Brownback visits D.C., still hoping for confirmation vote from busy Senate

Samuel Brownback, governor of Kansas and a former U.S. senator, appears before the Senate Foreign Relations Committee as the nominee to be the United States Ambassador-at-Large for International Religious Freedom, at the Capitol in Washington, Wednesday, Oct. 4, 2017. (AP Photo/J. Scott Applewhite)

? Gov. Sam Brownback was in Washington, D.C., Wednesday meeting with key senators in hopes of breaking an apparent logjam on his stalled nomination to be ambassador-at-large for International Religious Freedom in the Trump administration.

At the same time, aides brushed aside suggestions that Brownback might seek an appointment to another, similar position within the National Security Council staff, an appointment that would not require Senate confirmation.

Although Brownback’s nomination probably ranks low on the Senate’s priority list, it has enormous political consequences in Kansas. If confirmed, he would resign the office of governor, handing that job over to Lt. Gov. Jeff Colyer at the start of an election year.

Colyer is seeking a full four-year term of his own in 2018, but he faces a crowded field of challengers for the GOP nomination, including Secretary of State Kris Kobach, who just held a high-profile fundraiser with the president’s son, Donald Trump Jr.

Brownback was scheduled to meet with Senate Majority Leader Mitch McConnell, R-Ky, who has the authority to bring Brownback’s nomination to the floor for an up or down vote.

McConnell’s spokesman, David Popp, declined to comment publicly on how that meeting went.

The Senate Foreign Relations Committee divided sharply, 11-10, along party lines to advance his nomination to the full Senate amid Democratic objections to his record as governor on LGBT rights.

An aide to a member of the Kansas congressional delegation who asked not to be identified said the main issue with scheduling a vote on Brownback is the limited time the Senate has available for floor action before the end of the year and the large number of other items, including a spending bill and a Republican-backed tax package, that remain on the table.

The GOP tax bill has been criticized by some as being remarkably similar to the state tax policies that Brownback championed as governor of Kansas and that the Republican-controlled Kansas Legislature substantially repealed this year. But during his visit in Washington, Brownback reportedly met with other GOP senators to boast about his tax policies.

“Sam Brownback is here in the Senate (outside GOP lunch) saying the Kansas tax plan worked, created jobs. ‘What we did actually worked,'” Wall Street Journal reporter Richard Rubin posted on Twitter.

Because Democrats are objecting, the aide said, the Senate would have to take a roll call vote instead of a voice vote, a process that in the U.S. Senate can consume a considerable amount of time.

That has led some to speculate that the Trump administration might offer Brownback another job that does not require Senate confirmation. But White House press secretary Sarah Huckabee Sanders said during a press briefing Monday that she was not aware of any such discussion.

“I’m not aware of any specific announcement for that position at this time, but if one happens, we’ll certainly make sure you’re aware of it,” she said in response to a reporter’s question.

Brownback himself seemed to indicate that he is still pursuing the ambassador position, posting on Twitter Tuesday evening: “Religious Freedom is the first freedom. The choice of what you do with your own soul. I am honored to serve such an important cause. -SDB.”

Brownback’s spokeswoman, Rachel Whitten, also denied there had been any discussions about a different job.

“There have been no discussions of that nature that I’m aware of,” she said in an email Wednesday. “He is awaiting confirmation to the ambassador position by the Senate.”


What to work on:
Could you write out every record below exactly, leaving the pictures out?

The records:
::::

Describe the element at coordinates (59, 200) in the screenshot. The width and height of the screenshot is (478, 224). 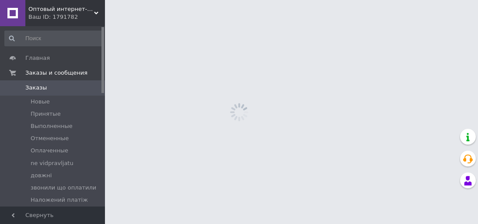
I see `span: Наложений платіж` at that location.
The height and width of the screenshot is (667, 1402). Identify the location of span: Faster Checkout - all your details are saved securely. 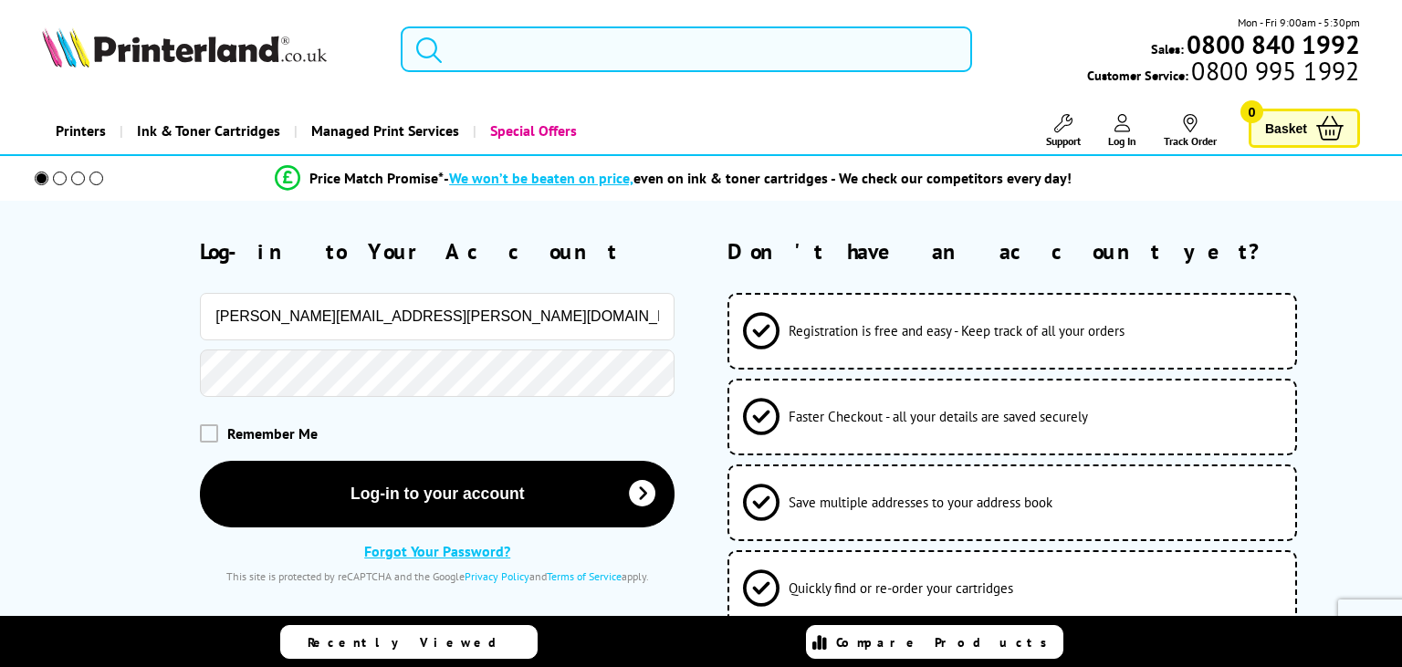
(938, 416).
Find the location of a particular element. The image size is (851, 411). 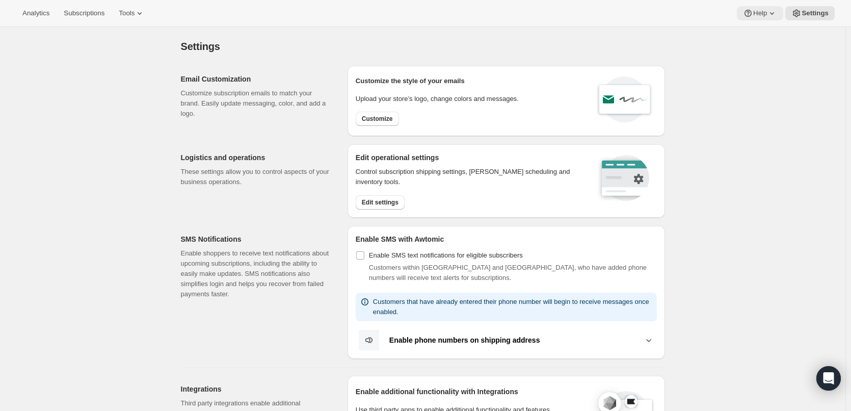

button: Customize is located at coordinates (377, 119).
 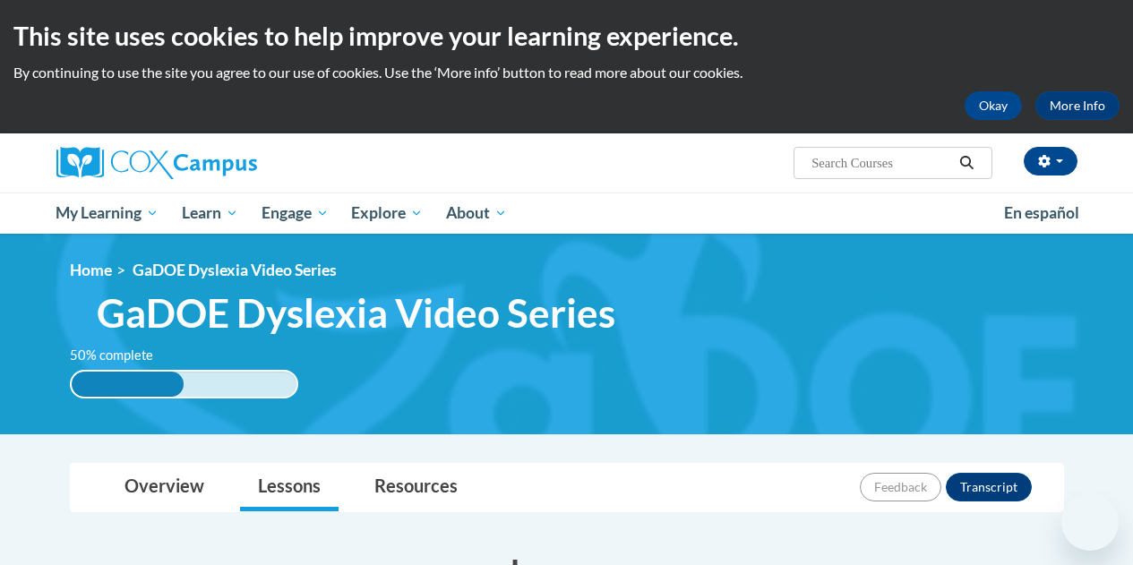 What do you see at coordinates (387, 213) in the screenshot?
I see `a: Explore` at bounding box center [387, 213].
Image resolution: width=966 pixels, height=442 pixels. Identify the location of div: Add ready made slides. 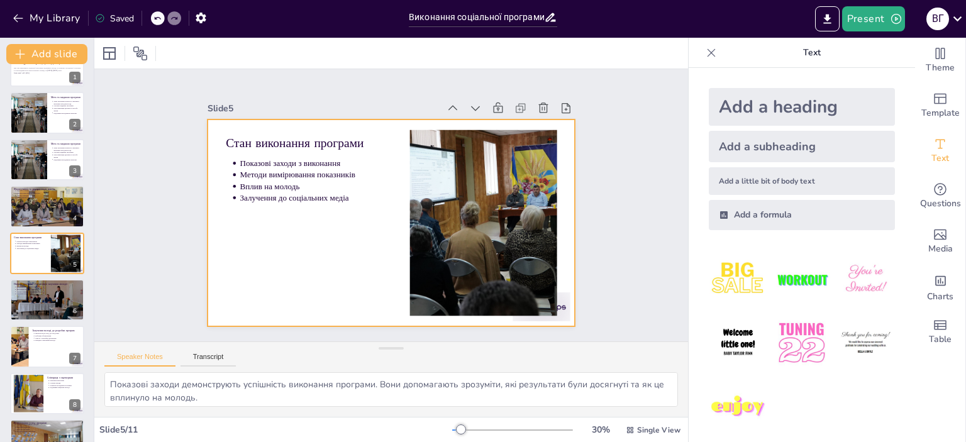
(940, 106).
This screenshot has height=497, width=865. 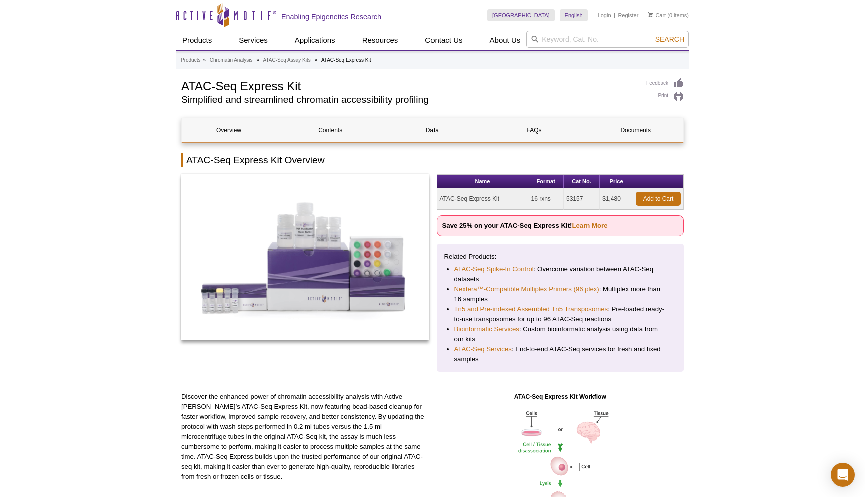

::::

Task output:
Describe the element at coordinates (59, 200) in the screenshot. The width and height of the screenshot is (478, 224). 
I see `span: Наложений платіж` at that location.
The height and width of the screenshot is (667, 1402). Identify the location of span: Faster Checkout - all your details are saved securely. 
(938, 416).
Find the location of a particular element. The image size is (851, 411). 

button: Customize is located at coordinates (377, 119).
  What do you see at coordinates (387, 213) in the screenshot?
I see `a: Explore` at bounding box center [387, 213].
Image resolution: width=966 pixels, height=442 pixels. Identify the location of div: Add ready made slides. 
(940, 106).
This screenshot has height=497, width=865. 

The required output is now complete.